It's the recruiting equivalent of buying IBM (or Microsoft I guess).

If the applicant pool is large enough any quick way to discriminate that skews positively for applicant capability is going to be used. It is also much easier to see if someone has a degree than to actually test if they have the required skills.

2 comments

> If the applicant pool is large enough any quick way to discriminate that skews positively for applicant capability is going to be used.

I think a lot of self-taught developers (myself too earlier in my career) fail to realize this.

If you've got 1,000 applicants and your job is to schedule 10 interviews from that pool, you will do anything that won't absolutely destroy candidate quality. It's not about the finding the best, it's about finding someone who wants the job and will be able to do it. The name of the game is not minimizing false negatives (disregarding good people), but minimizing false positives (interviewing shitbirds).

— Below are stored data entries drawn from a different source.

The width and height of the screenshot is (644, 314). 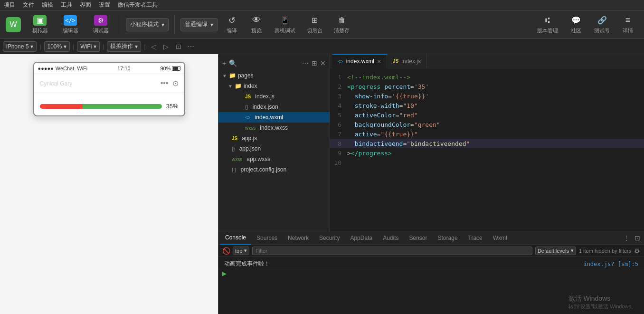 What do you see at coordinates (314, 63) in the screenshot?
I see `tree-split-icon: ⊞` at bounding box center [314, 63].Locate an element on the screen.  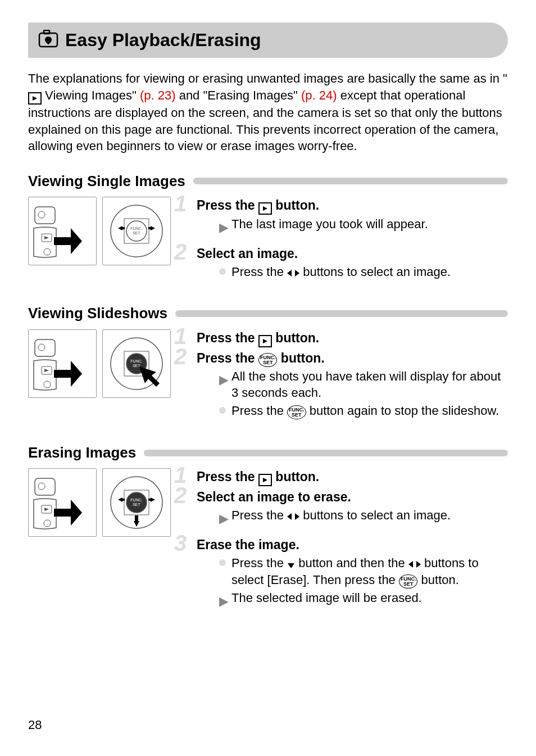
section-body-slideshows: FUNC. SET 1 Press the button. 2 Press th… is located at coordinates (268, 381). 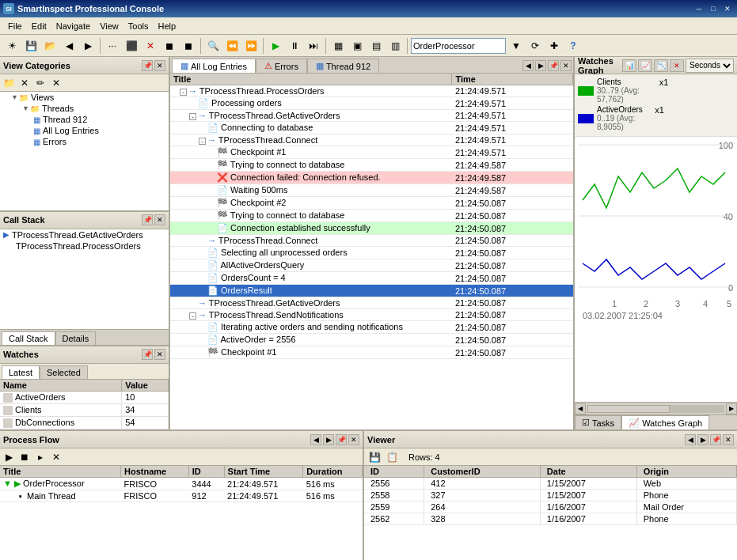 What do you see at coordinates (147, 66) in the screenshot?
I see `pin-button: 📌` at bounding box center [147, 66].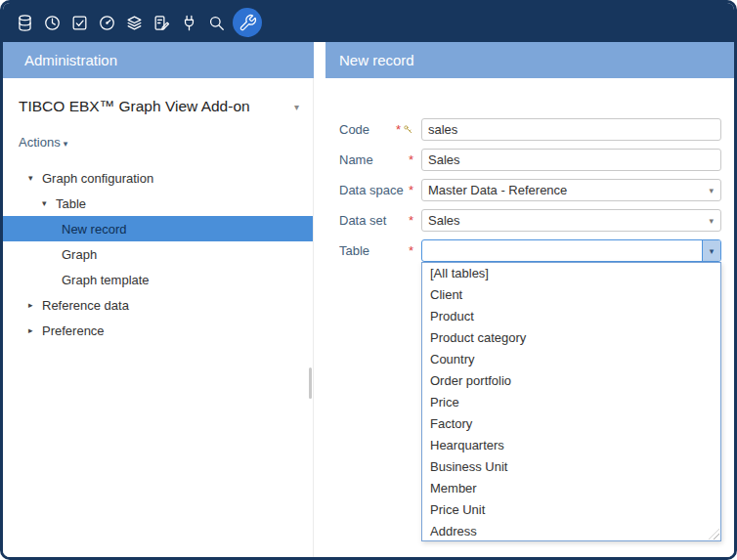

So if you work for BigCo you say the person need three years of corporate experience. You're down to 800 applicants. One year of experience in the JavaScripts. 750 applicants. Maybe the phrase "SQL Server" has to be on their resume. 400 applicants. College degree. 320 applicants. Computer Science degree. 120 applicants. Maybe you want to filter by your preferred recruiter, because they only charge you 11% of base salary instead of 18% like that other firm. 22 applicants. Now you can actually read the resumes and pick the top half to interview. Anyone who actually wrote a cover letter and is in this pile is pretty much guaranteed an interview.

That might make sense, but why the difference between Europe and the US, if in fact it exists as the grandparent claimed?

It's true that it's costly and hard to test one's skills. The trouble with grades though is some people cheat brilliantly on their tests and others, some of them really good, test badly (if they're bored they don't prep, screw the grade average, etc) and some of the latter are actually extremely pragmatic on the job. I don't quite understand it but it's there.